CO2 now stored in the Danish North Sea
Under the Danish seabed, CO2 from Belgium has been stored at a depth of 1800 meters for a few weeks. It works like this: In a chemical plant in Antwerp, the carbon dioxide produced during production is captured, liquefied, loaded onto a ship tanker and brought to Denmark. There it is pumped deep underground and injected into the sandstone layers of the depleted Nini oil field. This huge CO2 storage facility was built by a consortium led by the British chemical company Ineos and the BASF subsidiary Wintershall Dea, with strong support from the Danish government. Up to 1.5 million metric tons of CO2 per year are to be stored here by 2025, and up to 8 million metric tons five years later. The latter corresponds to more than 10 percent of Denmark's current annual CO2 emissions.
According to the companies, the Greensand project is the first in the world in which CO2 is transported across borders and stored in a geological reservoir on the high seas for climate protection purposes. The technology behind this is called carbon capture and storage (CCS). Scientists agree that it will be necessary to use this technology in the future to limit global warming to a tolerable level. For in some industrial processes, at the latest, the fantasy of how complete decarbonization will succeed ceases to exist. The production of cement, lime, glass and ceramics generates emissions that cannot be prevented by any technical solution in sight. Some emissions from animal husbandry or waste incineration are also difficult or impossible to avoid. Accordingly, the researchers of the Intergovernmental Panel on Climate Change (IPCC) once again emphasized the role of CO2 storage technologies in their latest synthesis report.
The European Commission has recognized the importance of CCS; in the planned Net-Zero Industry Act, Brussels proposes to store 50 million metric tons of CO2 in retired oil and gas fields in the EU by 2030, and six times that amount 20 years later. The UK also has ambitious plans. Finance Minister Jeremy Hunt recently made a grandiose announcement of "20 billion pounds" (22.6 billion euros) for CCS projects. The fine print of his budget speech indicated that the money would be allocated over a period of twenty years. It is unclear how the funding will come about, how much will be taxpayer funds and how much will be a levy on energy customers. The Treasury says the projects are expected to create 50,000 jobs. Hunt is pressuring for work to begin quickly. He wants to see "shovel cuts next year," he said in his budget speech.
After all, two specific sites for large-scale CCS projects were already selected two years ago: the East Coast Cluster in the Teesside and Humber region of northeast England, to store millions of tons of CO2 under the North Sea, and the Hynet Cluster in the industrial region around Liverpool, Manchester and North Wales, to inject carbon dioxide into an empty gas field under the Irish Sea. The companies for both projects are already busily contracting with industrial customers whose emissions they will collect and inject. Hynet is also combining large-scale hydrogen production with capture of carbon dioxide from the gas-fired power plants being used. The Acorn cluster in Scotland, which has so far been traded as a "reserve," is also hoping to get the green light soon. The large-scale CCS projects each involve well-known energy and industrial groups, such as BP and Drax, Equinor from Norway and Eni from Italy.
Overall, the British government's target is to capture and store between 20 and 30 million metric tons of CO2 underground each year as early as 2030. This would correspond to the emissions of 10 to 15 million cars with internal combustion engines. After that, the quantities are to continue to rise steadily. The CCS plans are also significant in terms of the kingdom's total emissions. 30 million tons of storage would be about one-thirteenth of the country's current CO2 emissions.
And in Germany? Researchers assume that up to 73 million tons of CO2 per year could be captured and geologically injected in Germany by 2045 - the year in which Germany wants to cease net emissions. But where the CO2 is to be stored is still completely unclear. That's because CCS has been banned in Germany so far. Economics Minister Robert Habeck has announced that he will present a carbon management strategy by spring 2024 that will regulate not only capture and storage (CCS) but also the continued use of CO2 (CCU) as a raw material in industry.
This is arousing covetousness in industry. Environmental organizations fear that CCS will serve as an excuse for not driving forward the decarbonization of industry fast enough. For example, a paper by NABU, Germanwatch, WWF and E3G states that CCS should only be used "where there are no sufficient alternatives," and they point to the role of new processes, electrification, material efficiency and the expansion of the circular economy, among other things. In addition, CCS should "under no circumstances be used in the extraction or generation of fossil energy." Greenpeace accuses the German government of wanting to build a "gigantic CO2 disposal infrastructure." However, no one can guarantee that the CO2 will remain underground permanently, it says: "New systemic risks would arise, which once again will have to be borne by future generations as burdens for eternity."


Lines below that include "Abandoned" are the answer; copy each one.

Items listed in a dataset
□ □ □ □
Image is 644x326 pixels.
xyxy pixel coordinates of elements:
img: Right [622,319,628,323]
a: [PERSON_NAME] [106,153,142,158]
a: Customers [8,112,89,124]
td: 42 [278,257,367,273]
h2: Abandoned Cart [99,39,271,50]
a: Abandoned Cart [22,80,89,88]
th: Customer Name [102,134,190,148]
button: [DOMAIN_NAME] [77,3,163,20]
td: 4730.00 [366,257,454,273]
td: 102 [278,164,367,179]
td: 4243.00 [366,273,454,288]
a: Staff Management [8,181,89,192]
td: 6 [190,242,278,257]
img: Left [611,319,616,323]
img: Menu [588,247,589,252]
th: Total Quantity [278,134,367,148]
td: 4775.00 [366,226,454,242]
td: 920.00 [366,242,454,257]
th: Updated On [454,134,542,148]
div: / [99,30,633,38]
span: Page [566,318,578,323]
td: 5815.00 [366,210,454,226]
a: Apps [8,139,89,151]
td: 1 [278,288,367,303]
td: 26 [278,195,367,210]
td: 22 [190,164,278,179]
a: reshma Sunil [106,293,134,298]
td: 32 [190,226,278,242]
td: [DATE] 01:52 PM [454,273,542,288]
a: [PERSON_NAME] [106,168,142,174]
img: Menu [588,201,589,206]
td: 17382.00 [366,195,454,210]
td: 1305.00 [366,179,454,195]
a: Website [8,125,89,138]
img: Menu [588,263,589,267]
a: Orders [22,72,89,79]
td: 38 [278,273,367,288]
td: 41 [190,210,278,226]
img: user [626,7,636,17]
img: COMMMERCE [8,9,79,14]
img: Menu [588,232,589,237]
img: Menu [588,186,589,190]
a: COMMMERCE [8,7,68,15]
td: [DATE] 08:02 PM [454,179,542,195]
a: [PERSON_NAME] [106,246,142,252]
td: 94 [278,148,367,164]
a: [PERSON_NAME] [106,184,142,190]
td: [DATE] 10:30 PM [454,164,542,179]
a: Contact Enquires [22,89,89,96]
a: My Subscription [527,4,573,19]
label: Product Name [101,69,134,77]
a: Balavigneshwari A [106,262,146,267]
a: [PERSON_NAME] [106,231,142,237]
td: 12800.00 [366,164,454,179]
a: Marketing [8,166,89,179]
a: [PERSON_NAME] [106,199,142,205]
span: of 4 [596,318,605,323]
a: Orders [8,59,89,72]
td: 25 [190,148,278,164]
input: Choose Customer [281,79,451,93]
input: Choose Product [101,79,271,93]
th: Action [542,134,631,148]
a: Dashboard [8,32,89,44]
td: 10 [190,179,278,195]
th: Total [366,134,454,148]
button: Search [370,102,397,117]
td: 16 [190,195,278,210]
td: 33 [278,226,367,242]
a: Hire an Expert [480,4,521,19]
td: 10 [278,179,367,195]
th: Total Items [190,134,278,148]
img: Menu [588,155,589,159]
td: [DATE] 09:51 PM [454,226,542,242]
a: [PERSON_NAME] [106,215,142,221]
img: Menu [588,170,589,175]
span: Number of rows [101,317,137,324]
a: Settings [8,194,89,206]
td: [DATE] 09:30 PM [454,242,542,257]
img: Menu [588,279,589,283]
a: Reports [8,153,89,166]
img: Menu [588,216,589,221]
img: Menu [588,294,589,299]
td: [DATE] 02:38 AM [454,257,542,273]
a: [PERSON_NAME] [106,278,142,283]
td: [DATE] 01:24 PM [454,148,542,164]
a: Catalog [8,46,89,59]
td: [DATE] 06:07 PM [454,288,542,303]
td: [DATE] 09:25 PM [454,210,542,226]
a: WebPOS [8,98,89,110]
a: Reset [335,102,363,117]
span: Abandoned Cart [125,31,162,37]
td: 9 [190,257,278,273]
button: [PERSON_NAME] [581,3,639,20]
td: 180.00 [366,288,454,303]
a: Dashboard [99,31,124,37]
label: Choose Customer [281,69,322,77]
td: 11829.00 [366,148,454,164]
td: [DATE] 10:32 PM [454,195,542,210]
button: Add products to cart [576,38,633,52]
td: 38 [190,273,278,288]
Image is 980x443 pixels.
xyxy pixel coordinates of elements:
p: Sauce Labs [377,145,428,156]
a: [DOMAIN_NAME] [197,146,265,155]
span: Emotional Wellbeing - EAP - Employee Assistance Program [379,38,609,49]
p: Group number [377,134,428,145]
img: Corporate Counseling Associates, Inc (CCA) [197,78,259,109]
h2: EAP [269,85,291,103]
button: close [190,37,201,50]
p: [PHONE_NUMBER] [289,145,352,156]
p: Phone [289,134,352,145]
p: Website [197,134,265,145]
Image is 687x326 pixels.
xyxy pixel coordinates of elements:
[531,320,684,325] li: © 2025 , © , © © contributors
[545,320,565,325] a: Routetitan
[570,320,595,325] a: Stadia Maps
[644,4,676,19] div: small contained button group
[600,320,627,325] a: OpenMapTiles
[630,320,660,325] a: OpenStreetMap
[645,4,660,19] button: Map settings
□ □ □ □
* _SOLUTION FOR THIS TASK_
h2: Abandoned Cart [99,39,271,50]
a: Abandoned Cart [22,80,89,88]
span: Abandoned Cart [125,31,162,37]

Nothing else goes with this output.